Argentina Donizetti, Il Campanello: Soloists and Orchestra of the Superior Institute of Art of the Teatro Colón / César Bustamante (conductor). Teatro Coliseo, Buenos Aires. 29.6.2023. (JSJ)
Production:
Direction – Mariana Ciolfi
Scenery – Matías Otálora
Lighting – Fabricio Ballarati
Costumes – Stella Maris Müller
Chorus – Miguel Martínez
Cast:
Don Annibale di Pistacchio – Iván García
Enrico – Felipe Carelli
Serafina – Ana Sampedro
Spiridione – Pablo Truchljak
Rosa – Guadalupe Barrientos
In what was a ‘double Donizetti’ offering from the Teatro Colón, there couldn’t have been a more striking contrast than between the short one act farsa Il Campanello and its camp production and the lengthy and dark and tragic Anna Bolena of a few days before.
Il Campanello, which dates from 1836 and the latter part of Donizetti’s compositions, is one of two giocoso works from that year (the other being Betly) interspersed between the many seria, with both remaining largely unknown today.
Its storyline, somewhat reminiscent of Rossini’s Barber of Seville, takes place on the wedding day of the elderly doctor Annibale di Pistacchio with his young bride Serafina.
Her cousin and ex suitor Enrico turns up among the guests at the party and hoping to win Serafina back, with her aunt Rosa hatches a plan which involves him returning during the night in a series of different guises with increasingly worse maladies – although not to see her but to keep the doctor away from the marital bed until the morning when he is due to depart to Rome to obtain the bequest from his aunt’s will.
The production, part of a ‘Divine Italy’ season in partnership with the Italian Embassy and the Italian Institute of Culture in Buenos Aires, involved younger performers, except for the experienced Venezuelan bass Iván García as Annibale and mezzo-soprano Guadalupe Barrientos as the aunt Rosa – both outstanding in their respective roles.
But the star was Felipe Carelli – previously unknown to me (and no biography given in the short programme) – who in the role of Enrico had to take on the different styles of the different characters and his last duet with Annibale (‘Mio signore venerato’) was a patter number that was a feat of breath control.
The production was appropriately bright and colourful with an enthusiastic chorus.

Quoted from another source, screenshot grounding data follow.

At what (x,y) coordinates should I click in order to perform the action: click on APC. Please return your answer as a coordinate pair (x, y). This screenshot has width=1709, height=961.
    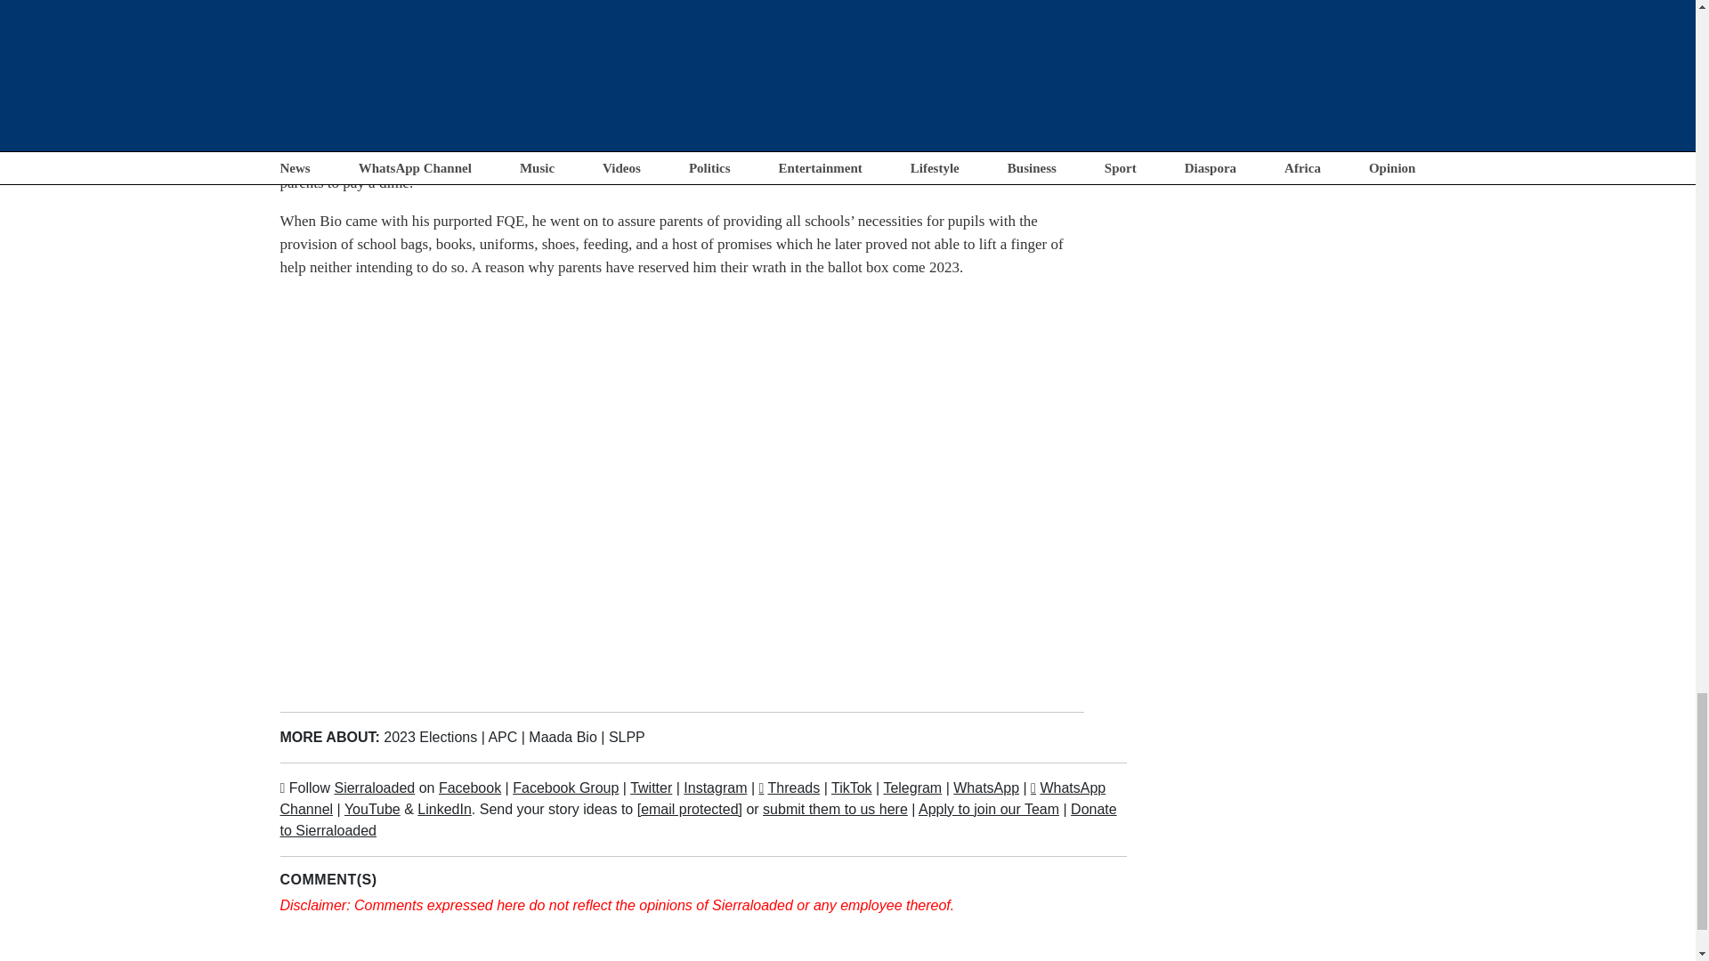
    Looking at the image, I should click on (502, 737). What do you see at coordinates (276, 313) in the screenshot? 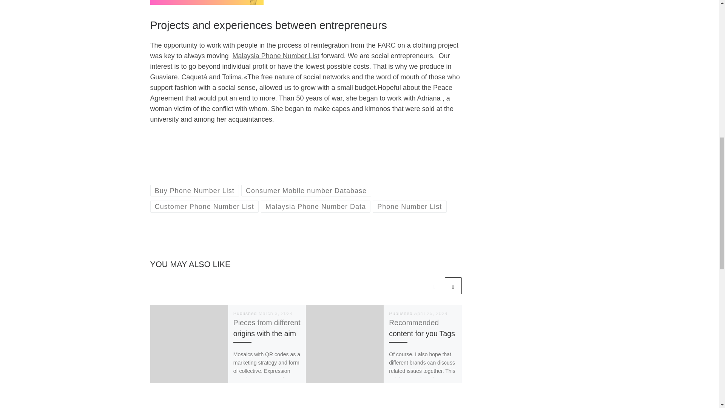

But it was flawed in two aspects, the first being the need for some almost constant form of movement with at times the chorus bobbing in the background. But more significantly, while the ending as written is rather weak, for Annibale to be straightjacketed and led off while promising to see everyone on the return from his trip, cast a sadness over what was otherwise an hour of light-hearted fun.
Was the whole event a supposed fantasy? With no explanation forthcoming in the programme, this was contrary if not to the spirit but to the words of the libretto.